Archive for July 27th, 2008

Dog and pony show, Deformation

During practice this morning, I kept thinking of my previous post, and how there is a perspective that includes a little more compassion.

I recalled the feeling of being stripped of all of my internalized “personal stuff” at a zen retreat. Of just BEING there. I felt bereft.

After all, we usually drag our pasts along with us all the time (even if that past is as recent as five seconds or five minutes ago). To suddenly be “in the moment,” where none of that stuff matters is rather disorienting. There are all the things we go around thinking about ourselves: “But wait! I was a valedictorian!” “I make lots of money at my job.” “I have a cool car.” “My hair is spectacular.” “Kapotasana was always easy for me.” “I love my family.”

“I am this.” “I am that.” Whatever it might be.

“My parents were loving and supportive.” “I was abused.” “My favorite color is red.”

None of that matters. Not in the present moment.

That can be kind of freaky. The story of who we are and how we came to this present moment can seem so compelling, so relevant to the present moment. But that’s an illusion. An illusion that can be undone by zen, and by psychoanalysis, and by — I suspect — any contemplative practice. The interesting thing about psychoanalysis is that you tell your stories over and over, out loud, and eventually come to see them as selected narratives. Deeply repetitive stories you tell yourself about yourself. A whole suitcase full of stories you carry around. In my own case, I eventually came to think of all of it as “The Karen Show,” the dog and pony show of who and what I am. The stuff I’d want the zen master to see when I went into the room to answer my koan; the stuff I’d want the Ashtanga teacher to see when he was observing my practice.

The stuff everyone wants everyone else to see and acknowledge in a class, or at a party, or in a meeting. I’m not sure if we use it as camouflage or as a security blanket. Maybe it’s just a habit.

Regardless, none of that stuff matters.

And, as I noted in the previous post, Matthew Sweeney keeps it out of his classroom.

***

Recalled something more from the workshop, something I’ve been doing, but didn’t note here on the blog. He suggested we switch off on which leg crosses over first in padmasana (i.e., start with left leg some of the time). It’s an utterly freaky feeling, and my first thought, looking at my right knee as it jutted up into the air at a weird angle, was, “Three years of Ashtanga, and all I’ve done is deform myself!”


**Directions for this task:** Using the records that follow, count the lines containing the word "chart" and give that number only.

**Entries supplied:**
########

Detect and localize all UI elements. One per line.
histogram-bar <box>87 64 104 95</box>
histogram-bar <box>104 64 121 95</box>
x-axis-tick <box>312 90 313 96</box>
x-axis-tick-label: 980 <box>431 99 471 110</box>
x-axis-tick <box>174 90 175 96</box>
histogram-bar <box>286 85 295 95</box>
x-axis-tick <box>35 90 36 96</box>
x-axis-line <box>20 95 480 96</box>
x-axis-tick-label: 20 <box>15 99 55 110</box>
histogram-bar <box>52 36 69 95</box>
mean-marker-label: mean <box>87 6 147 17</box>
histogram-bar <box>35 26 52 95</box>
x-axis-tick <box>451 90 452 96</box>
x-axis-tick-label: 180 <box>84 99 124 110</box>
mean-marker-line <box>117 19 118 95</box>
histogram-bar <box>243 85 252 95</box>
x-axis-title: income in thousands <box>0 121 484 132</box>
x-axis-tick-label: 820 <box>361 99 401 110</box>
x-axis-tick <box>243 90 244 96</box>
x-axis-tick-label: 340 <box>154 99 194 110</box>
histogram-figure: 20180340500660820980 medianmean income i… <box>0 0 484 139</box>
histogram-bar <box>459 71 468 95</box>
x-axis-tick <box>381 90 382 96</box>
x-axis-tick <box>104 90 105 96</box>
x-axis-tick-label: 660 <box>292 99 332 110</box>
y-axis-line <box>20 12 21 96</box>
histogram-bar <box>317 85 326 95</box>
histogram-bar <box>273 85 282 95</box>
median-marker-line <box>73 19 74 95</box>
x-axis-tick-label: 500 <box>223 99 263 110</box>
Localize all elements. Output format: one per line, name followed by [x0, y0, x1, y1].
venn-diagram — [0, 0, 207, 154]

########

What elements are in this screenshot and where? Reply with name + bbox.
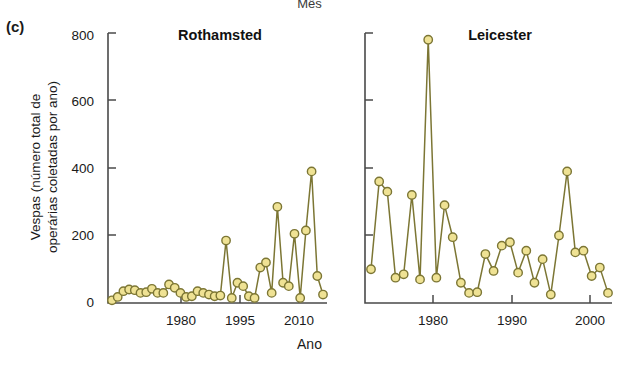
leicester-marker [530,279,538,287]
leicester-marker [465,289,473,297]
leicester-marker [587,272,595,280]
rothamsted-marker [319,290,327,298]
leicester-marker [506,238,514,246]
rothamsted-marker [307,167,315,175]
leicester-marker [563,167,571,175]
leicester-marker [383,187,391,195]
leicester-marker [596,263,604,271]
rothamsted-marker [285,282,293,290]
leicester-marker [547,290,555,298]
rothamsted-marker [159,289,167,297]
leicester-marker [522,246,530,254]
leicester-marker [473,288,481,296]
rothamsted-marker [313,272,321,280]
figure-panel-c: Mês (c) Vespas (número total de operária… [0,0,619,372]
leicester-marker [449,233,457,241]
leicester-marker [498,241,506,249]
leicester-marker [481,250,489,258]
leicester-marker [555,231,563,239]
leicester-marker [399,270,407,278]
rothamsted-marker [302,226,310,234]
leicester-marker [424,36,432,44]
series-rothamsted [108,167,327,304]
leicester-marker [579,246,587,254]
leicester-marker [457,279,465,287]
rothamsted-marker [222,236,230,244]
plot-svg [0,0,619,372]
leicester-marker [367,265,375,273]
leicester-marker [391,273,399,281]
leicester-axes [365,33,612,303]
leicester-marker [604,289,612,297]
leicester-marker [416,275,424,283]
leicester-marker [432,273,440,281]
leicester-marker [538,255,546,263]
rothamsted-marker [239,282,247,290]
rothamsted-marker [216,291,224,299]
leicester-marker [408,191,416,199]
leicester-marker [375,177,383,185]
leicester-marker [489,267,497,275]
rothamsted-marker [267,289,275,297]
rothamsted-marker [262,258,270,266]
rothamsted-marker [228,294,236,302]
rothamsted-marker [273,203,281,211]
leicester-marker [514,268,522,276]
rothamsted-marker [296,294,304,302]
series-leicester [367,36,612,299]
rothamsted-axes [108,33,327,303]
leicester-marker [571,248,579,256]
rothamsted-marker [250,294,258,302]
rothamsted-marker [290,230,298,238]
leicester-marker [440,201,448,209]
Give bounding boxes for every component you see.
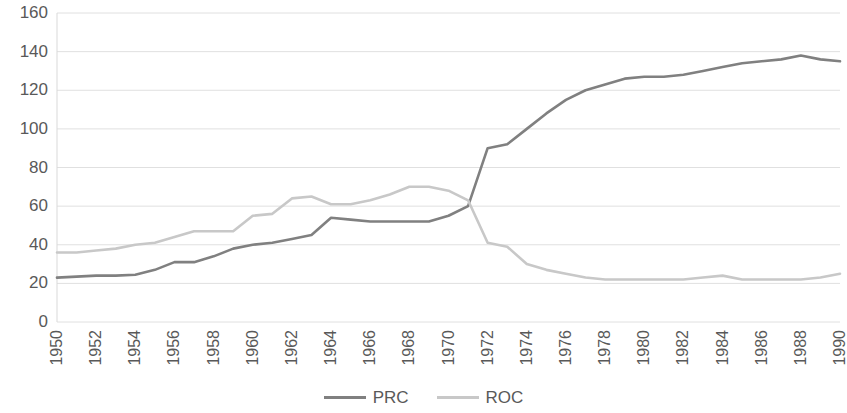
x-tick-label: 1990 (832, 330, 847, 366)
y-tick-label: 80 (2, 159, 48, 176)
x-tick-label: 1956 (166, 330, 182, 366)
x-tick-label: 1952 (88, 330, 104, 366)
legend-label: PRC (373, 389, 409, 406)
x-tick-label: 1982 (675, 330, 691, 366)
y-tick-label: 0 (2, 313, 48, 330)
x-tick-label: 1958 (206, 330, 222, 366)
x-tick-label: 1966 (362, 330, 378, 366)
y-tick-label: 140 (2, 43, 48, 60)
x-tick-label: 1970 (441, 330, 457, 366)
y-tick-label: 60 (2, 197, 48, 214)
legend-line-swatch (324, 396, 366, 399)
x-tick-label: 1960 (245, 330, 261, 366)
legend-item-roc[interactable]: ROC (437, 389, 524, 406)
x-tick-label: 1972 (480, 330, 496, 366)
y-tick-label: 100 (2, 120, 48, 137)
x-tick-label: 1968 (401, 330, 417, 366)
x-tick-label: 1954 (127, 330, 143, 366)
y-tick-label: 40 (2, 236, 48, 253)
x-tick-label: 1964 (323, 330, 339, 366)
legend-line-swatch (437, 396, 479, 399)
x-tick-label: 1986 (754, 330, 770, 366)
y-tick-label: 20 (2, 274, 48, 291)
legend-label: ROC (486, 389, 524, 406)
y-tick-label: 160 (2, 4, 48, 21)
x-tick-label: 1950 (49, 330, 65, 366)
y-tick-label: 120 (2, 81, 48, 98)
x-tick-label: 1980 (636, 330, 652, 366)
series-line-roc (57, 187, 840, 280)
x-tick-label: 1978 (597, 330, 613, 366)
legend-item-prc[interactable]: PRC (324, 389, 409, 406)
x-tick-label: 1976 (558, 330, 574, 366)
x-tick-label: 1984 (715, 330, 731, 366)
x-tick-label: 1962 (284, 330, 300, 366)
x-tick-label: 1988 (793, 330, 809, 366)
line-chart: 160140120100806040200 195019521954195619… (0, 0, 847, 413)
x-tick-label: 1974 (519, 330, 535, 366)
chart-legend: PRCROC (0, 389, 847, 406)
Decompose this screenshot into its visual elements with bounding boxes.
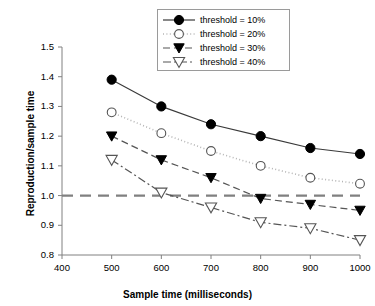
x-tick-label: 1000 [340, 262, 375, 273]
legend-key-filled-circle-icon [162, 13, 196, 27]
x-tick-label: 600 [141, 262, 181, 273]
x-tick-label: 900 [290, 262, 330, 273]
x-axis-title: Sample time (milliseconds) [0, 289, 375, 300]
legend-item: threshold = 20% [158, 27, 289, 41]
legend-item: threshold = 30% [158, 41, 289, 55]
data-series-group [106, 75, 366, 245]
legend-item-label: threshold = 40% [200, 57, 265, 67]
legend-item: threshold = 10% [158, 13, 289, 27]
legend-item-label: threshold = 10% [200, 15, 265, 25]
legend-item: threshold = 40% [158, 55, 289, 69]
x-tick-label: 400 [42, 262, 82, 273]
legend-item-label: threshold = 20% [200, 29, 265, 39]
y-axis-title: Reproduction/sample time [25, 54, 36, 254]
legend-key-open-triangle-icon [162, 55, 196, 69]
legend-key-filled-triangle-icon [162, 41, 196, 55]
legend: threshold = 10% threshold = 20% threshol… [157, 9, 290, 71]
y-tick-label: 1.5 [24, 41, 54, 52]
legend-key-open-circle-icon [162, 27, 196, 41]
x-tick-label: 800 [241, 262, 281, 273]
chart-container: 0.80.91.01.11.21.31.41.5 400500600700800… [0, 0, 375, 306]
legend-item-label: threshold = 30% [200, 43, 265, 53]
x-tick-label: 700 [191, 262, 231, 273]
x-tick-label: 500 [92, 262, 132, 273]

########

**Task answer:** 3